Czech ‘vaccine tours’ branded as FRAUD by Russian health ministry

A nurse prepares Russia's "Sputnik-V" vaccine against the coronavirus disease (COVID-19) for inoculation in a post-registration trials stage at a clinic in Moscow

A nurse prepares Russia's "Sputnik-V" vaccine against the coronavirus disease (COVID-19) for inoculation in a post-registration trials stage at a clinic in Moscow

Reuters
The tour from the Czech Republic to Moscow involves receiving the new COVID-19 vaccine and is projected to cost 100,000 rubles (approx. $1,300). However, the Russian Ministry of Health believes the organizers to be fraudsters

Andrey Konstantinov, a Prague-based entrepreneur of Russian descent, has told Czech newspaper ‘Hospodarske Noviny’ about his plans to organize tours to Moscow for Europeans, which would involve getting vaccinated for COVID-19. Czech media dubbed the idea “Sputnik trip”, in honor of the Russian vaccine’s name ‘Sputnik-V’, which became the first to be registered worldwide. 

Booking the tour will cost 3,000 krona (approx. 10,000 rubles or $130), with the total price rising up to 30,000 krona. The proposed plan for the tour is as follows: The tourist obtains a Russian visa with the aid of an invitation provided on medical grounds, passes a COVID-19 test and purchases a ticket to Moscow. 

On arrival in Russia, the visitor receives their first Sputnik-V injection (there are two). They can then stay in Moscow for a period of three weeks, before a second injection is administered, leading to the formation of antibodies in the patient’s organism.

Vaccine against COVID-19, made in Russia

Once that happens, the patient can leave. If desired, they can choose not to partake in the tour’s entertainment program between shots and return to the Czech Republic before the second injection. No information has been made available about the fun activities, or where visitors would stay during their stay.

The vaccine shots are scheduled to be administered at Moscow’s outpatient hospital ‘AO Medicina’ and will start running in November 2020, after the third phase of clinical trials for the Russian vaccine has completed, Konstantinov told Business FM radio. 

“When the third phase completes, people will begin to travel. It’s a partnership agreement for the foreseeable future, meaning the next month [November]. It depends on how they solve those issues over there. We must provide some guarantees to people,” he added

Konstantinov also spoke with ‘Kommersant’ newspaper, saying that work has begun on the waiting list, with several hundred names already on it. 

The president of AO Medicina, Grigoriy Roytberg of the Russian Academy of Sciences, says that the outpatient hospital has no affiliation with the tours, nor is it running clinical trials on the Sputnik-V vaccine. 

A medic of the regional hospital receives Russia's

“It’s the first I hear of it, we do not do anything like that here. I don’t have these vaccines… We do medical tourism here, but it concerns completely different areas: radionuclide therapy, some oncological procedures - we get patients from across the world. But there was never any talk of COVID-19… There have never been any plans for vaccine tourism, nor are we planning [to do anything],” Roytberg told Business FM. 

Commercial vaccination in Russia is still not possible, according to deputy minister of health Aleksey Kuznetsov. 

“This is garden-variety fraud. The COVID-19 vaccine being offered commercially - let alone to foreign tourists, is impossible. The vaccination itself is already underway and is offered at no cost to Russian citizens. The absolute priority here are Russians,” Kuznetsov emphasized, adding that only once vaccination has been carried out for Russia’s at-risk population and once any other willing Rusisans receive the vaccine “can there be a discussion of any commercial deliveries”.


§ ACTION ITEM
Repeat the entries without change, omitting the pictures.

------------------------------------------------------------------------

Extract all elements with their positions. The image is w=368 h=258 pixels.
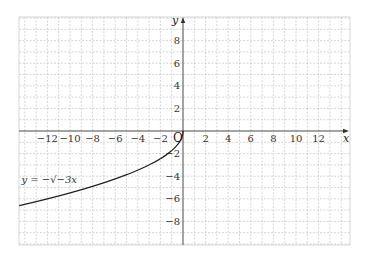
axes (19, 17, 349, 245)
y-tick-label: 8 (174, 35, 180, 46)
x-tick-label: 12 (312, 133, 325, 144)
x-tick-label: 4 (225, 133, 231, 144)
x-axis-label: x (343, 132, 350, 145)
y-tick-label: 6 (174, 58, 180, 69)
x-tick-label: −2 (153, 133, 168, 144)
function-graph: −12−10−8−6−4−2246810128642−2−4−6−8 y = −… (0, 0, 368, 258)
x-tick-label: 8 (270, 133, 276, 144)
y-tick-label: −6 (165, 193, 180, 204)
x-tick-label: 2 (202, 133, 208, 144)
origin-label: O (173, 131, 183, 145)
y-axis-label: y (171, 14, 179, 27)
y-tick-label: −8 (165, 216, 180, 227)
x-tick-label: 6 (248, 133, 254, 144)
x-tick-label: −12 (37, 133, 58, 144)
y-tick-label: −4 (165, 171, 180, 182)
x-tick-label: −10 (59, 133, 80, 144)
equation-label: y = −√−3x (20, 174, 77, 185)
x-tick-label: −4 (130, 133, 145, 144)
x-tick-label: −8 (85, 133, 100, 144)
x-tick-label: 10 (290, 133, 303, 144)
y-tick-label: 2 (174, 103, 180, 114)
x-tick-label: −6 (108, 133, 123, 144)
y-tick-label: 4 (174, 80, 180, 91)
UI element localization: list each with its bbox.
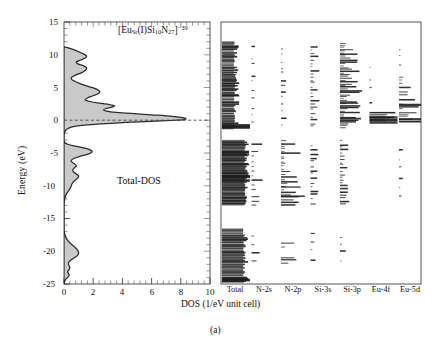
dos-stick xyxy=(370,118,398,121)
dos-stick xyxy=(340,50,345,51)
dos-stick xyxy=(252,151,259,152)
dos-stick xyxy=(252,201,260,202)
dos-stick xyxy=(281,163,285,164)
dos-stick xyxy=(340,177,343,178)
dos-stick xyxy=(281,48,283,49)
dos-stick xyxy=(281,54,282,55)
dos-stick xyxy=(370,87,372,88)
dos-stick xyxy=(311,49,313,50)
dos-stick xyxy=(340,71,359,73)
dos-stick xyxy=(222,238,248,240)
dos-stick xyxy=(281,62,282,63)
dos-stick xyxy=(399,55,400,56)
dos-stick xyxy=(222,98,234,100)
dos-stick xyxy=(340,145,348,147)
dos-stick xyxy=(222,237,247,239)
dos-stick xyxy=(222,73,234,75)
dos-stick xyxy=(252,184,255,185)
dos-stick xyxy=(340,86,356,88)
dos-stick xyxy=(340,73,344,74)
dos-stick xyxy=(340,171,343,172)
dos-stick xyxy=(252,97,255,98)
dos-stick xyxy=(222,94,238,96)
dos-stick xyxy=(311,74,314,75)
y-tick-label: -15 xyxy=(29,213,55,223)
dos-stick xyxy=(311,160,315,161)
dos-stick xyxy=(252,189,256,190)
dos-stick xyxy=(222,92,235,94)
dos-stick xyxy=(399,49,401,50)
dos-stick xyxy=(399,83,403,84)
dos-stick xyxy=(281,181,298,183)
dos-stick xyxy=(281,118,286,120)
dos-stick xyxy=(399,187,400,188)
dos-stick xyxy=(252,260,257,261)
dos-stick xyxy=(281,204,295,206)
dos-stick xyxy=(281,199,294,200)
dos-stick xyxy=(311,56,319,58)
dos-stick xyxy=(222,82,239,84)
dos-stick xyxy=(340,195,346,196)
total-dos-annotation: Total-DOS xyxy=(117,175,161,186)
dos-stick xyxy=(340,98,344,99)
dos-stick xyxy=(340,244,342,245)
x-axis-label: DOS (1/eV unit cell) xyxy=(181,299,260,309)
dos-stick xyxy=(340,116,344,117)
dos-stick xyxy=(222,235,245,237)
dos-stick xyxy=(281,143,295,145)
dos-stick xyxy=(340,65,344,66)
dos-stick xyxy=(252,205,257,206)
dos-stick xyxy=(222,75,235,77)
dos-stick xyxy=(311,191,319,193)
dos-stick xyxy=(311,183,315,184)
dos-stick xyxy=(399,116,408,117)
dos-stick xyxy=(311,154,319,156)
dos-stick xyxy=(311,70,320,72)
dos-stick xyxy=(340,63,345,64)
dos-stick xyxy=(281,195,305,197)
dos-stick xyxy=(281,156,284,157)
dos-stick xyxy=(222,101,234,103)
dos-stick xyxy=(222,72,237,74)
dos-stick xyxy=(311,198,313,199)
dos-stick xyxy=(340,149,348,151)
dos-stick xyxy=(340,45,345,46)
dos-stick xyxy=(399,79,402,80)
dos-stick xyxy=(340,96,347,97)
dos-stick xyxy=(252,121,254,122)
dos-stick xyxy=(222,171,248,173)
dos-stick xyxy=(399,196,402,197)
dos-stick xyxy=(311,66,313,67)
dos-stick xyxy=(281,169,284,170)
dos-stick xyxy=(340,74,350,75)
dos-stick xyxy=(222,69,238,71)
dos-stick xyxy=(222,250,243,252)
y-axis-label: Energy (eV) xyxy=(17,146,27,195)
dos-stick xyxy=(222,246,246,248)
dos-stick xyxy=(340,80,346,81)
dos-stick xyxy=(399,77,403,78)
dos-stick xyxy=(281,259,296,260)
y-tick-label: -5 xyxy=(32,148,58,158)
dos-stick xyxy=(311,93,313,94)
dos-stick xyxy=(340,60,358,62)
dos-stick xyxy=(370,121,398,123)
x-tick-label: 2 xyxy=(83,287,103,297)
x-tick-label: 0 xyxy=(54,287,74,297)
dos-stick xyxy=(399,112,417,113)
dos-stick xyxy=(222,202,245,204)
dos-stick xyxy=(399,91,408,92)
dos-stick xyxy=(311,172,314,173)
dos-stick xyxy=(222,163,248,165)
y-tick-label: 5 xyxy=(32,83,58,93)
dos-stick xyxy=(222,52,237,54)
dos-stick xyxy=(222,85,238,87)
dos-stick xyxy=(340,108,347,109)
dos-stick xyxy=(222,196,247,198)
dos-stick xyxy=(311,119,318,121)
dos-stick xyxy=(281,125,282,126)
dos-stick xyxy=(252,114,253,115)
dos-stick xyxy=(399,166,401,167)
dos-stick xyxy=(340,88,348,89)
dos-stick xyxy=(281,162,284,163)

------------------------------------------------------------------------

§ REPLY
Extract all elements with their positions. The image is w=368 h=258 pixels.
axes (19, 17, 349, 245)
y-tick-label: 8 (174, 35, 180, 46)
x-tick-label: 12 (312, 133, 325, 144)
x-tick-label: 4 (225, 133, 231, 144)
x-axis-label: x (343, 132, 350, 145)
y-tick-label: 6 (174, 58, 180, 69)
x-tick-label: −2 (153, 133, 168, 144)
function-graph: −12−10−8−6−4−2246810128642−2−4−6−8 y = −… (0, 0, 368, 258)
x-tick-label: 8 (270, 133, 276, 144)
y-tick-label: −6 (165, 193, 180, 204)
x-tick-label: 2 (202, 133, 208, 144)
origin-label: O (173, 131, 183, 145)
y-axis-label: y (171, 14, 179, 27)
y-tick-label: −8 (165, 216, 180, 227)
x-tick-label: 6 (248, 133, 254, 144)
x-tick-label: −12 (37, 133, 58, 144)
y-tick-label: −4 (165, 171, 180, 182)
x-tick-label: −10 (59, 133, 80, 144)
equation-label: y = −√−3x (20, 174, 77, 185)
x-tick-label: −4 (130, 133, 145, 144)
x-tick-label: −8 (85, 133, 100, 144)
x-tick-label: 10 (290, 133, 303, 144)
y-tick-label: 2 (174, 103, 180, 114)
x-tick-label: −6 (108, 133, 123, 144)
y-tick-label: 4 (174, 80, 180, 91)
UI element localization: list each with its bbox.
dos-stick xyxy=(370,118,398,121)
dos-stick xyxy=(340,50,345,51)
dos-stick xyxy=(252,151,259,152)
dos-stick xyxy=(252,201,260,202)
dos-stick xyxy=(281,163,285,164)
dos-stick xyxy=(340,177,343,178)
dos-stick xyxy=(281,48,283,49)
dos-stick xyxy=(281,54,282,55)
dos-stick xyxy=(370,87,372,88)
dos-stick xyxy=(311,49,313,50)
dos-stick xyxy=(340,71,359,73)
dos-stick xyxy=(222,238,248,240)
dos-stick xyxy=(281,62,282,63)
dos-stick xyxy=(399,55,400,56)
dos-stick xyxy=(222,98,234,100)
dos-stick xyxy=(340,145,348,147)
dos-stick xyxy=(222,237,247,239)
dos-stick xyxy=(222,73,234,75)
dos-stick xyxy=(252,184,255,185)
dos-stick xyxy=(340,86,356,88)
dos-stick xyxy=(340,73,344,74)
dos-stick xyxy=(340,171,343,172)
dos-stick xyxy=(252,97,255,98)
dos-stick xyxy=(222,94,238,96)
dos-stick xyxy=(311,74,314,75)
y-tick-label: -15 xyxy=(29,213,55,223)
dos-stick xyxy=(311,160,315,161)
dos-stick xyxy=(252,189,256,190)
dos-stick xyxy=(222,92,235,94)
dos-stick xyxy=(399,49,401,50)
dos-stick xyxy=(399,83,403,84)
dos-stick xyxy=(281,181,298,183)
dos-stick xyxy=(281,118,286,120)
dos-stick xyxy=(399,187,400,188)
dos-stick xyxy=(252,260,257,261)
dos-stick xyxy=(281,204,295,206)
dos-stick xyxy=(281,199,294,200)
dos-stick xyxy=(311,56,319,58)
dos-stick xyxy=(222,82,239,84)
dos-stick xyxy=(340,195,346,196)
total-dos-annotation: Total-DOS xyxy=(117,175,161,186)
dos-stick xyxy=(340,98,344,99)
dos-stick xyxy=(340,244,342,245)
x-axis-label: DOS (1/eV unit cell) xyxy=(181,299,260,309)
dos-stick xyxy=(340,116,344,117)
dos-stick xyxy=(222,235,245,237)
dos-stick xyxy=(281,143,295,145)
dos-stick xyxy=(340,65,344,66)
dos-stick xyxy=(252,205,257,206)
dos-stick xyxy=(222,75,235,77)
dos-stick xyxy=(311,191,319,193)
dos-stick xyxy=(311,183,315,184)
dos-stick xyxy=(399,116,408,117)
dos-stick xyxy=(311,154,319,156)
dos-stick xyxy=(311,70,320,72)
dos-stick xyxy=(340,63,345,64)
dos-stick xyxy=(281,195,305,197)
dos-stick xyxy=(281,156,284,157)
dos-stick xyxy=(222,101,234,103)
dos-stick xyxy=(222,72,237,74)
dos-stick xyxy=(311,198,313,199)
dos-stick xyxy=(340,149,348,151)
dos-stick xyxy=(340,45,345,46)
dos-stick xyxy=(399,79,402,80)
dos-stick xyxy=(340,96,347,97)
dos-stick xyxy=(252,121,254,122)
dos-stick xyxy=(222,171,248,173)
dos-stick xyxy=(399,196,402,197)
dos-stick xyxy=(311,66,313,67)
dos-stick xyxy=(281,169,284,170)
dos-stick xyxy=(340,74,350,75)
dos-stick xyxy=(222,69,238,71)
dos-stick xyxy=(222,250,243,252)
y-axis-label: Energy (eV) xyxy=(17,146,27,195)
dos-stick xyxy=(222,246,246,248)
dos-stick xyxy=(340,80,346,81)
dos-stick xyxy=(399,77,403,78)
dos-stick xyxy=(281,259,296,260)
y-tick-label: -5 xyxy=(32,148,58,158)
dos-stick xyxy=(311,93,313,94)
dos-stick xyxy=(340,60,358,62)
dos-stick xyxy=(370,121,398,123)
x-tick-label: 2 xyxy=(83,287,103,297)
x-tick-label: 0 xyxy=(54,287,74,297)
dos-stick xyxy=(399,112,417,113)
dos-stick xyxy=(222,202,245,204)
dos-stick xyxy=(399,91,408,92)
dos-stick xyxy=(311,172,314,173)
dos-stick xyxy=(222,163,248,165)
y-tick-label: 5 xyxy=(32,83,58,93)
dos-stick xyxy=(222,52,237,54)
dos-stick xyxy=(222,85,238,87)
dos-stick xyxy=(340,108,347,109)
dos-stick xyxy=(222,196,247,198)
dos-stick xyxy=(311,119,318,121)
dos-stick xyxy=(281,125,282,126)
dos-stick xyxy=(252,114,253,115)
dos-stick xyxy=(399,166,401,167)
dos-stick xyxy=(340,88,348,89)
dos-stick xyxy=(281,162,284,163)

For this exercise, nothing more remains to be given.